If Serge's songwriting for Kasabian has always been that bit weirder, that bit more prone to surprise and/or ridiculousness than most guitar bands of their stature, then here is the place where all those flourishes begin to make sense. “Stylistically, there's the Italian orchestration and film score thing, and this sort of French disco thing, and an Afrobeat thing, and this Nigerian 70s thing, which are all music styles that I've loved,” he begins of 'The S.L.P''s tastes; across the conversation, he also cites Mac Miller, the wildcard “maverick” persona of Tyler, the Creator and David Byrne's recent, game-changing live show as key influences. It's the kind of wide-ranging, uncensored approach that's always sat beneath Kasabian's big, festival-baiting bangers; now, however, it's been allowed to come further to the fore.

Indeed the whole ethos of The S.L.P is one, he states, of openness and good vibes. Musically, Serge describes the album as “sophisticated psychedelia”. “[The tracks] will still throw you out of joint and they're still odd, but there's a certain blissed-out feel to them. They're less aggressive, I suppose,” he nods. Lyrically, meanwhile, he's preaching that same path. “It's really important for me to just put out positivity,” he nods. “It's so easy not to, and it's a shame there's this horrible default button of hate that everyone seems to have, especially on social media: it's a fucking mean place. There's definitely a different way, and I just want to put out good vibes, I really do.”
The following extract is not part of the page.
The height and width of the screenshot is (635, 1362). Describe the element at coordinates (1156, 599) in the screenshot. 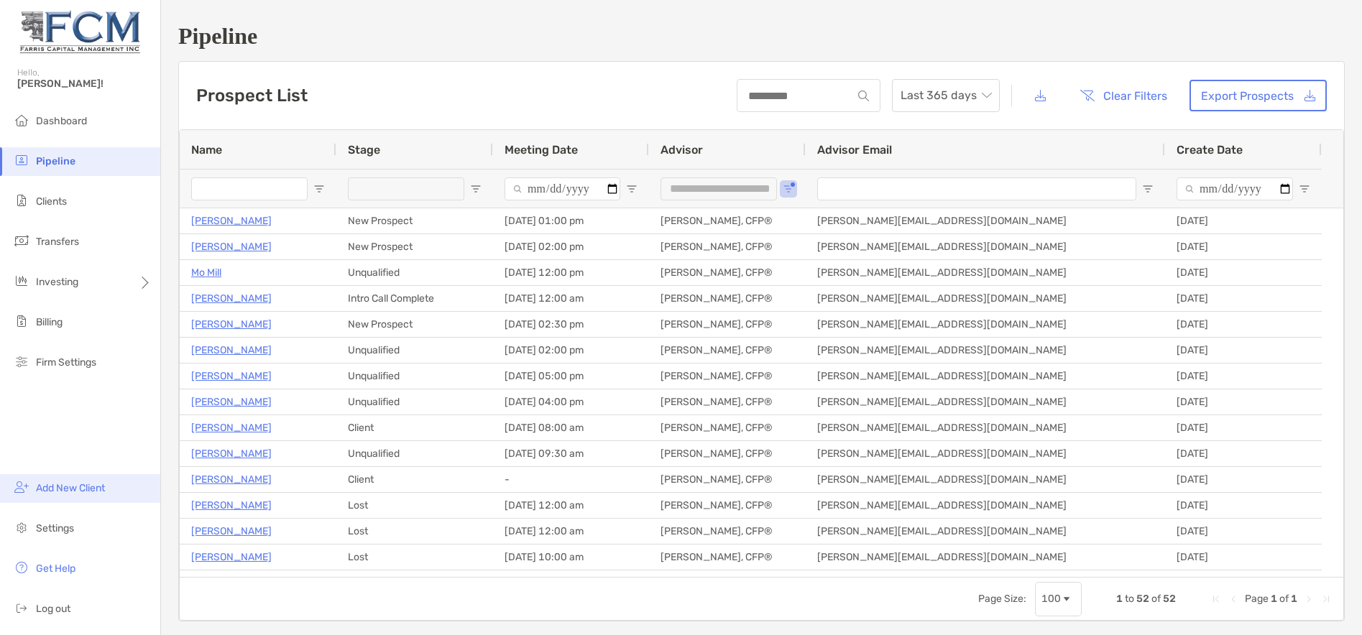

I see `span: of` at that location.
"I am in the band that I love, but there are other bits [of me] that are quite interesting too."

Aforementioned lead single 'Favourites' encapsulates many of these ideas. A playful, twitchy musing on the perils of concocting an online persona, it has the twinkle-eyed spirit of classic Serge, but with some notable new additions – particularly in the form of a guest spot from London rapper Little Simz. “I showed her the track and sent a lovely email, and that might have made her think OK, [this] might be something good...” he grins of their collaboration. Surprise-released last month alongside that glitter-adorned portrait, it immediately set-up the project as something completely separate from what he'd done before. “It's playful and silly, but it's still quite a powerful image,” he says of the shot. “There's something in distilling that playfulness but it also looking like an art gallery, where there's a side that's also quite slick.”
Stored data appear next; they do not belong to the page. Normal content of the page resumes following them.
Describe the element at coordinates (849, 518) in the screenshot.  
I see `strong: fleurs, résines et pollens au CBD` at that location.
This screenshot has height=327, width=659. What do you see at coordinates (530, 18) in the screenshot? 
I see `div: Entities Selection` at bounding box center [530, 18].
Though Serge is remaining cagey about when The S.L.P will get the live treatment, there's a similar level of thought and attention going in to every element, “from the full stops on the logo to the shoelaces I wear,” he asserts. “It's so important to me that I'm in this great band with my best mates, and I can't be in a better band in my opinion. But this will never be that, so live it';ll look nothing like it does when I'm with the band. If you were taking a photograph from the front of the stage, and you put them side by side, you couldn't get the two mixed up. I can't compete with [Kasabian] and that's what's really exciting and empowering, because you kind of have to reinvent it all.”

With his best pals on board (“Tom text me today saying he can't get the single out of his head. I'm so lucky because I know how these things can pan out, but the boys have been so supportive,” he gushes), Serge has wound up with a second project that both feeds back into his main outlet and delights on its own merit. No wonder the perma-positive songwriter is sounding even more chipper than usual. “[Making this album] has jogged my memory about the artistic nature of making something from nothing,” he enthuses. “And that it can be whatever it wants, and that's beautiful.”

Tags: Kasabian, Features, Interviews

As featured in the June 2019 issue of DIY, out now.

Read More

Your subscription could not be saved. Please try again.
Your subscription has been successful.

Stay Updated!

Get the best of DIY to your inbox each week.

Latest Issue

April 2024

With Bob Vylan, St Vincent, girl in red, Lizzy McAlpine and more.